After graduating from college, Jay landed an internship as a production intern on NBC’s “The Tonight Show,” hosted by Conan O’Brien, during its single season. Working on a late-night show taught him “how to be a ruthless editor of my own material.” “Conan prepared three or four pages of jokes for his opening monologue, and the interns were asked to come down and watch Conan rehearse so they could get live reactions,” Jay says. “He read the joke and immediately said, ‘No, no, no, no, yes, no.’ He was not materially precious.”
Around the same time, Jay continued to perform and repeatedly auditioned for Just for Laughs.
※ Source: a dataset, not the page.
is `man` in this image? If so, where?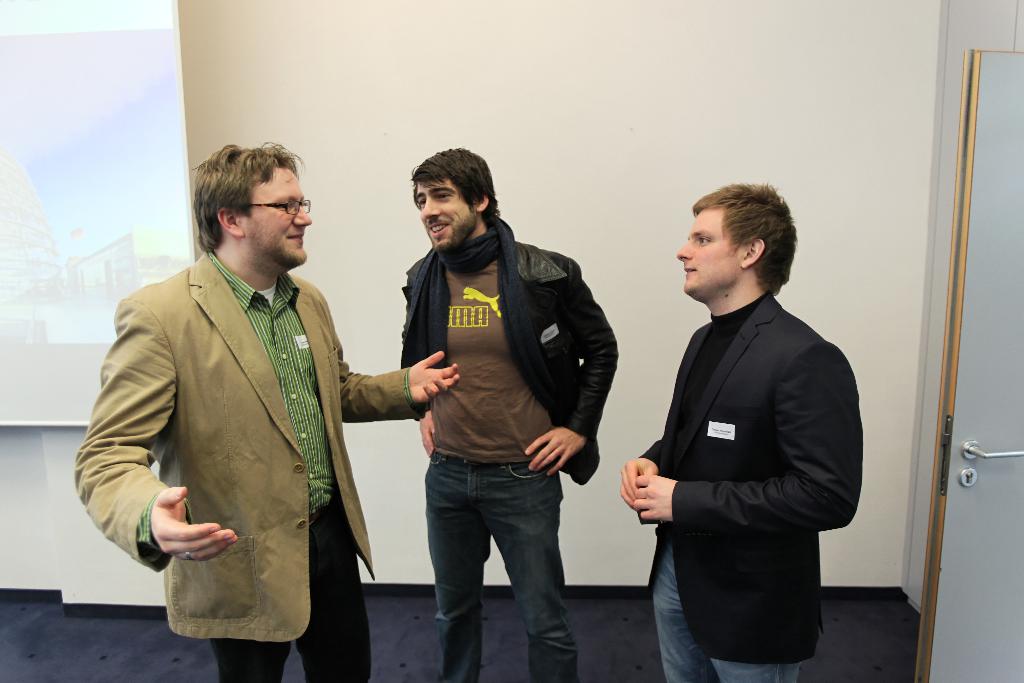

He had a revelation where he was bored with his set and asked himself, “Can I buy a ticket to my show?” He had always been singing and playing the guitar, so a friend suggested he incorporate that into his live activities. He spent the summer writing songs and refining his sets, gigging at night while working various day jobs.
After “The Tonight Show,” Morgan worked as a bicycle tour guide, performing his own show for tourists cycling around Central Park. Then he got a job selling iPhones. “Ninety percent of the work in the Apple Store is resetting passwords,” he says. However, this gig gave him training in digital editing and production software that later came in handy.
When Morgan was 20, he made a deal that if he didn’t make money within 10 years, he would stop doing comedy. “Just after 10 years, I quit my job at the Apple Store, got into 40 colleges the next year, and booked some commercials. From that point on, every year just got a little better.”
The pandemic was a turning point in Jay’s career. He concocted his signature recipe for auto-tuned crowd work while trying to liven up corporate Zoom gigs. Pitch correction became a mainstay of his live shows, giving the audience confidence and freedom and providing a sonic barrier for singing and speaking. As the comedian says, “Everyone in the audience can be Travis Scott.”
Jay currently tours the world from Dubai to Spain to Australia. In Brazil, he once performed half of his set in Portuguese. He noticed that Morgan Jay’s ducks appeared in certain locations. “People send me videos,” he says. “There’s a guy in India who’s doing the same thing as me. There’s a guy in Germany and Korea. It’s an honor.” He’s especially grateful that his viral success was coupled with a decade of open mic efforts. “When I started going viral on TikTok, thankfully I had 10 years of experience and a backlog of material,” he says. “Some people blow up on TikTok without having 20 minutes of material.”
Looking to the future, Jay has his sights set on the arena and hopes to do more acting. He recently appeared in a Live Nation Productions film and will also appear in the Chloë Grace Moretz and Anthony Ramos romantic comedy Love Language. Additionally, he is developing an original TV series with A24 that will have musical elements.
“People only see me as a comedian on TikTok,” he says. “I have a lot of sides of myself that I want to show.”